The event’s notion had been prompted both by the Great Exhibition and more specifically by an 1854 book by Dr Gustav Waagen, an art historian. It listed art treasures around Britain that were not on display to the public. A member of the Society of Arts read the book and had the idea of approaching the works’ owners to loan them for an exhibition. He gained the support of a leading Manchester industrialist who also pursued an interest in art. There was no public money available but a hundred wealthy Mancunians, perhaps inspired by the success of the Great Exhibition, contributed £74,000 to kick-start the venture

Sir Humphrey de Trafford offered a three-acre site that had been being used by Manchester Cricket Club, moving them off to Old Trafford. The site was served by a new railway station, extending an existing railway line (Manchester, South Junction and Altrincham), which enabled special railway excursions to the event. It was also close to the Manchester Botanical Gardens. The site is today’s White City Retail Park.
The team had pedigree, the main contractors were C D Young & Co who were already working on what would become the V&A Museum, the designer was Francis Fowke who later designed the Natural History Museum.

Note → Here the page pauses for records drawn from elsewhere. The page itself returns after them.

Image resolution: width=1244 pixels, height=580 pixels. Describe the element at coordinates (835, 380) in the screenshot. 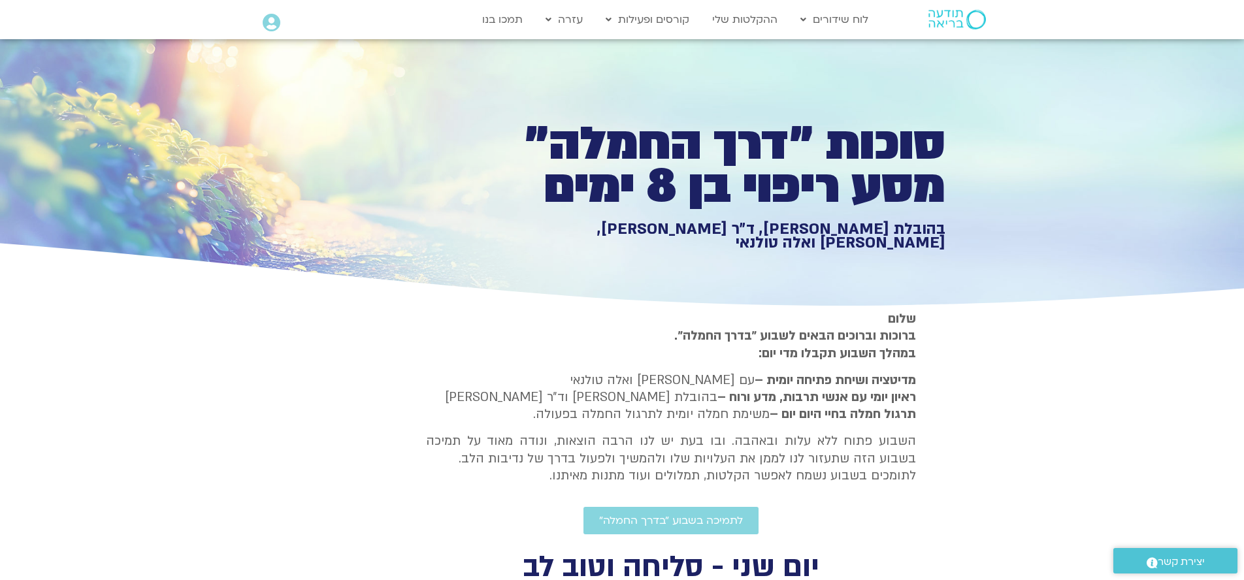

I see `strong: מדיטציה ושיחת פתיחה יומית –` at that location.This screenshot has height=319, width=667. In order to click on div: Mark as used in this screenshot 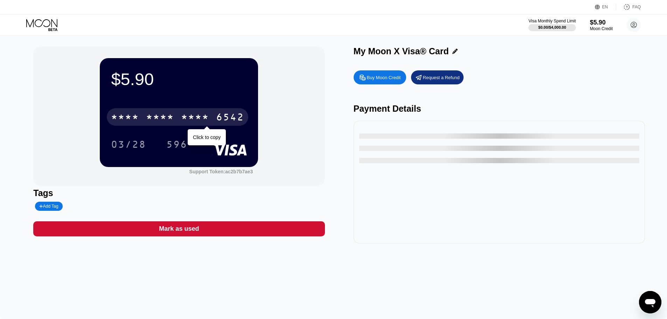, I will do `click(179, 229)`.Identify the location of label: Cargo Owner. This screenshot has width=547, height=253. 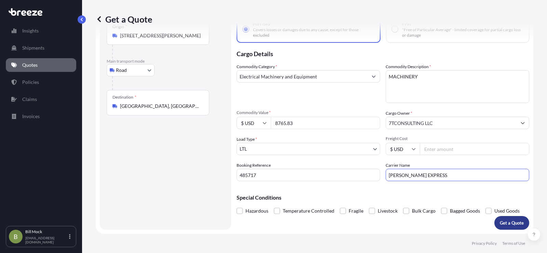
(399, 113).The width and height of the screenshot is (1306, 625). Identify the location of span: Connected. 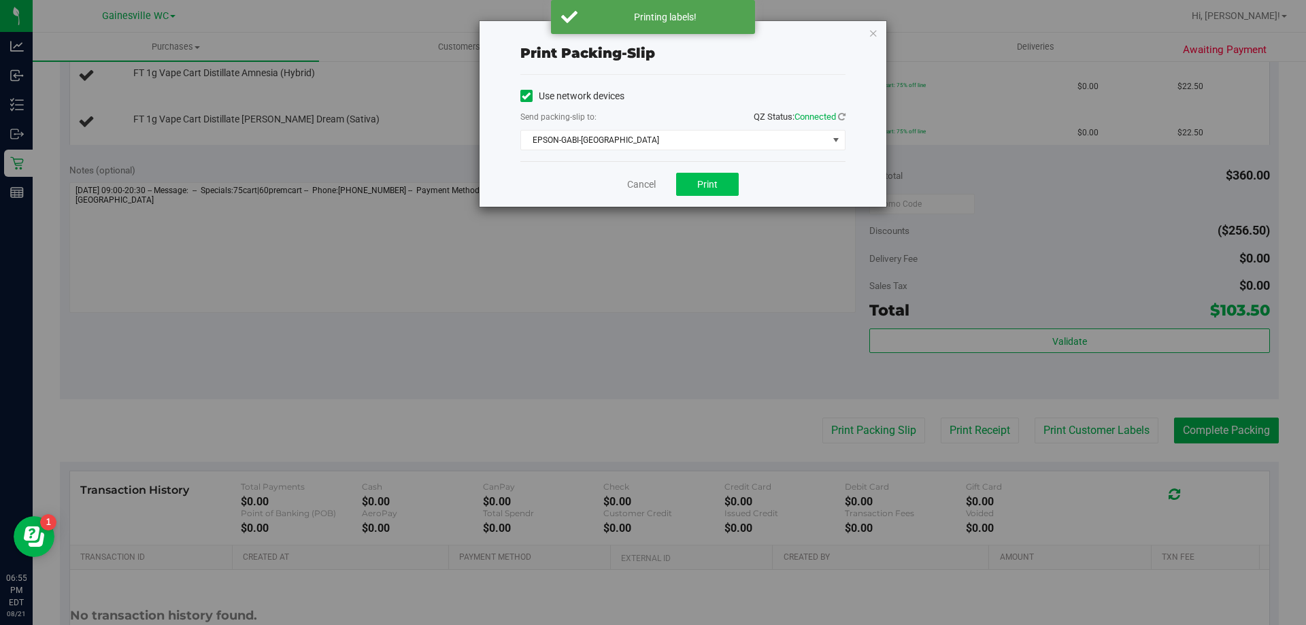
(815, 116).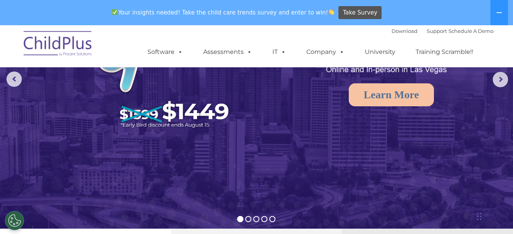 Image resolution: width=513 pixels, height=234 pixels. Describe the element at coordinates (360, 13) in the screenshot. I see `span: Take Survey` at that location.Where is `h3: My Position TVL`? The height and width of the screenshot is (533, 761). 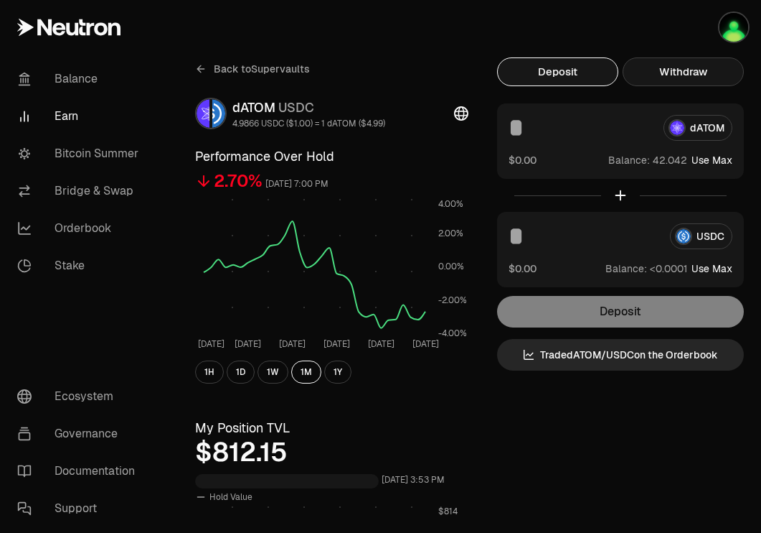
h3: My Position TVL is located at coordinates (332, 428).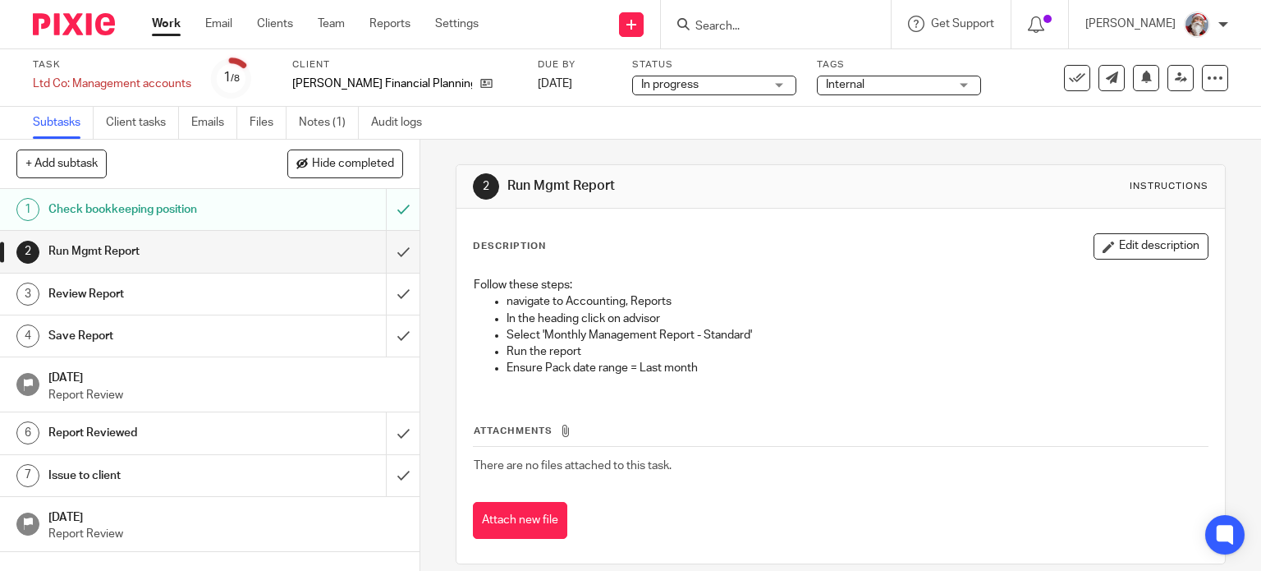  I want to click on p: navigate to Accounting, Reports, so click(857, 301).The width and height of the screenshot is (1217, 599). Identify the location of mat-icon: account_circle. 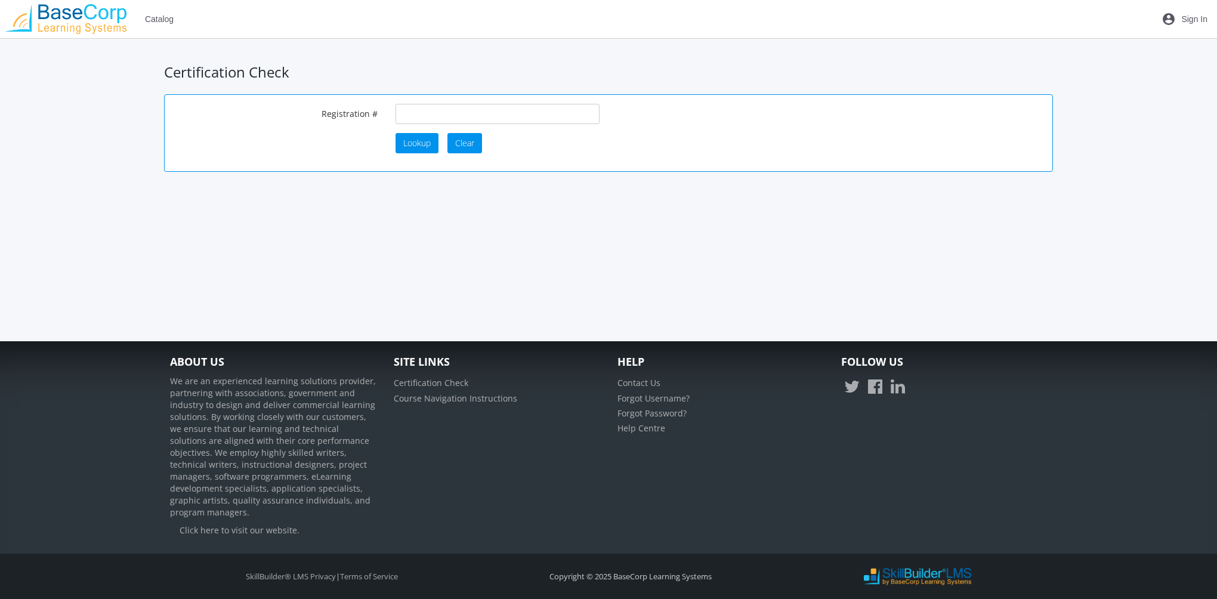
(1168, 19). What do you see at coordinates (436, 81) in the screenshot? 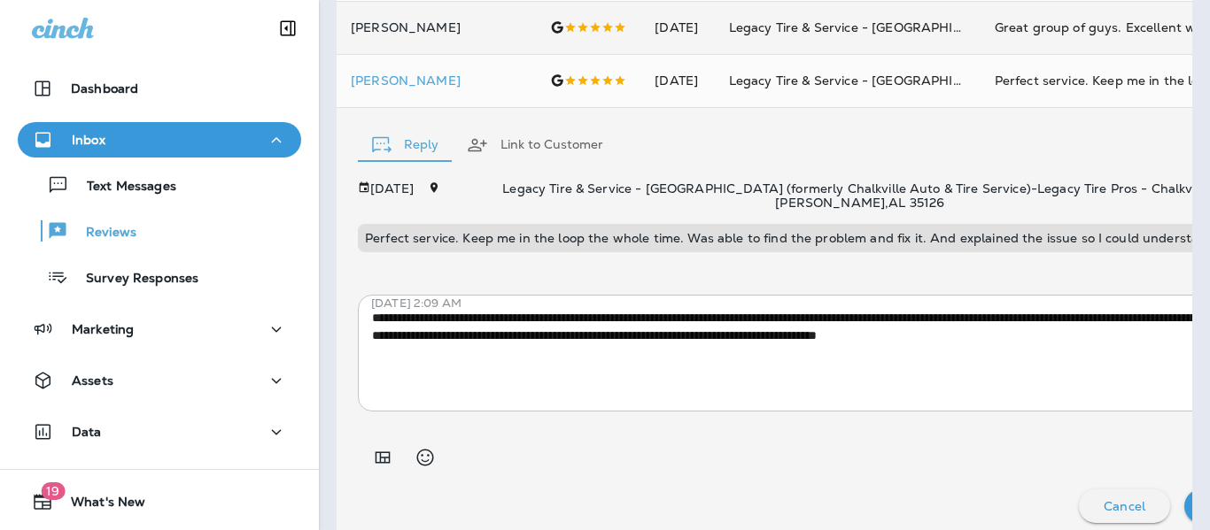
I see `div: Click to view Customer Drawer` at bounding box center [436, 81].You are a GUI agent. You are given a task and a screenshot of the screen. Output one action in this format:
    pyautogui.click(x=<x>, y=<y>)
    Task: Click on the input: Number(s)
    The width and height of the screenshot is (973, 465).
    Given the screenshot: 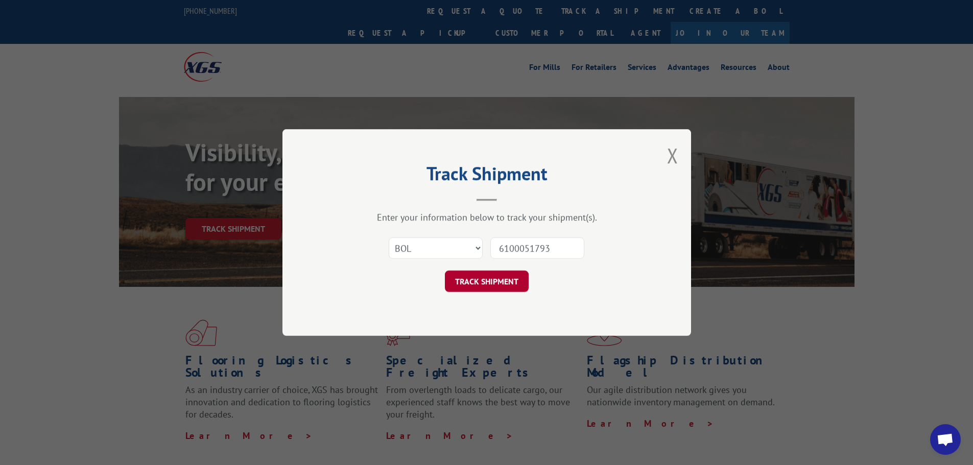 What is the action you would take?
    pyautogui.click(x=537, y=248)
    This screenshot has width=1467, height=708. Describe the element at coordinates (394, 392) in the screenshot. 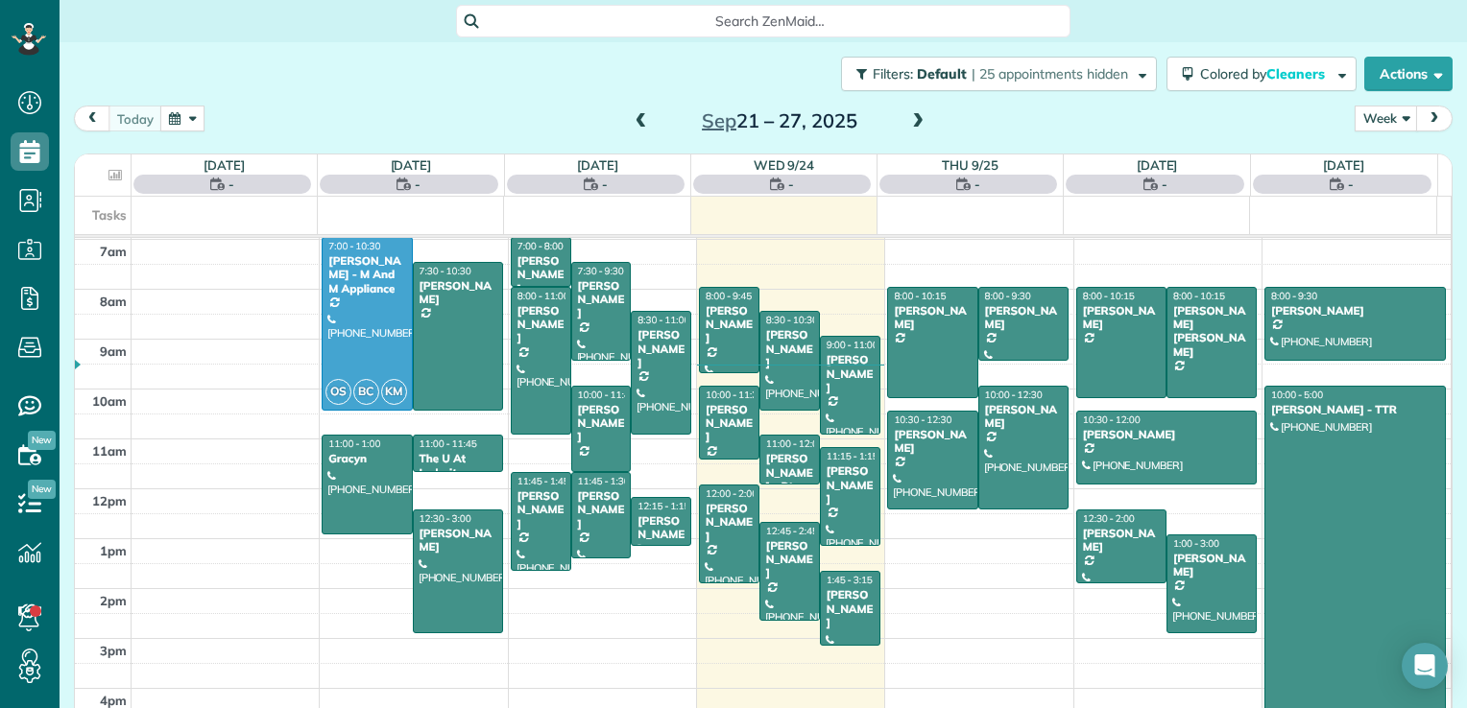

I see `span: KM` at that location.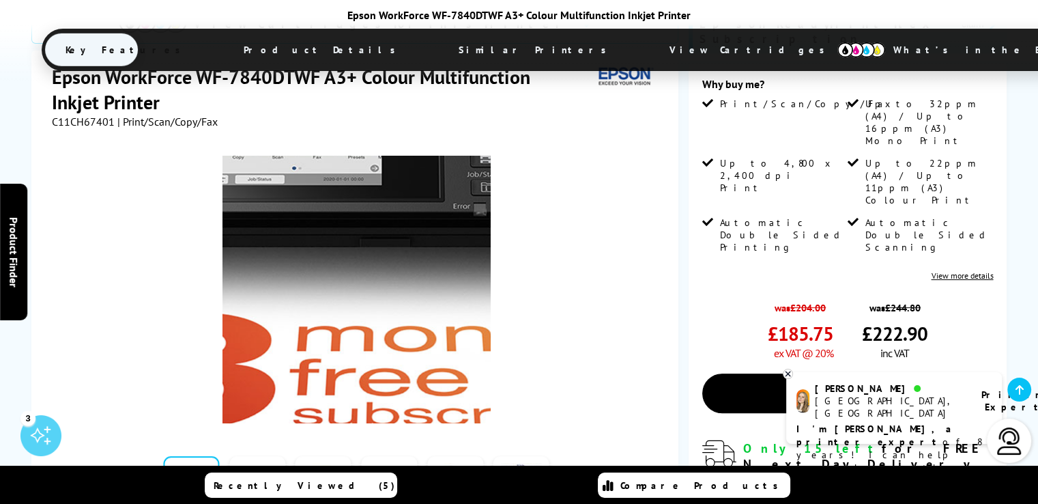  I want to click on span: Similar Printers, so click(536, 50).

The venue was a temporary iron-and-glass structure, deliberately planned to be similar to the Crystal Palace 200m (656 ft) long and 61m (200 ft) wide, with a barrel vault 17m (56 ft) wide with a 32m (104 ft) wide central gallery running the length of the building. There was a 32m (104 ft) transept. It used 660 tons of cast iron, 610 tons of wrought iron, 65,000 sq ft (6,000 sq m) of glass and over 1,500,000 bricks. The building cost £7,000, and when demolished, in 1858, it realised £2,836.

This claimed to be the largest art exhibition ever held in the UK, with 16,000 works on display in ten categories – Old Masters (1,000 works), Modern Masters (5,000 works), British Portraits and Miniatures, Water-colours, Ancient Sketches/Drawings, Engravins, Illustrations or Photography, works of Oriental Art, objects of Oriental Arts, and Sculpture (700 pieces). The display of paintings was arranged in chronological order and divided into geographical categories with Italian art on one wall and other nations opposite. This enabled the viewer to learn about the development of art practice over time and to compare regional approaches.

Works included old European masters – Botticelli, Michelangelo, Raphael, Rembrandt, Rubens, Titian… and modern British artists – Constable, Gainsborough, Hogarth, Turner… All the items were loaned from private British collections, including those of Queen Victoria and Prince Albert.
The selection and display of the artworks for this event set the scene for public art collections then being established in the UK – the National Gallery, National Portrait Gallery and the Victoria and Albert Museum.

The 142-day event is said to have attracted 1,300,000 visitors, which was four-times the then city population. It closed on 7 Oct to mark the humiliation of the Indian Mutiny
Friedrich Engels, a Manchester factory manager at the time, wrote to Karl Marx, and said of the exhibition, Everyone up here is an art lover just now and the talk is all of the pictures at the exhibition.
Music was a highlight at the Art Treasures Palace with Charles Hallé invited to assemble and lead an orchestra to perform a daily concert and organ recital. His orchestra was a huge success with the Manchester Guardian declaring the farewell concert to be the best instrumental concert ever given in Manchester. Following the closure of the exhibition, Hallé convinced his orchestra members to stay on in Manchester and within a few months he launched a series of concerts in his own name and the world famous Hallé Orchestra was born.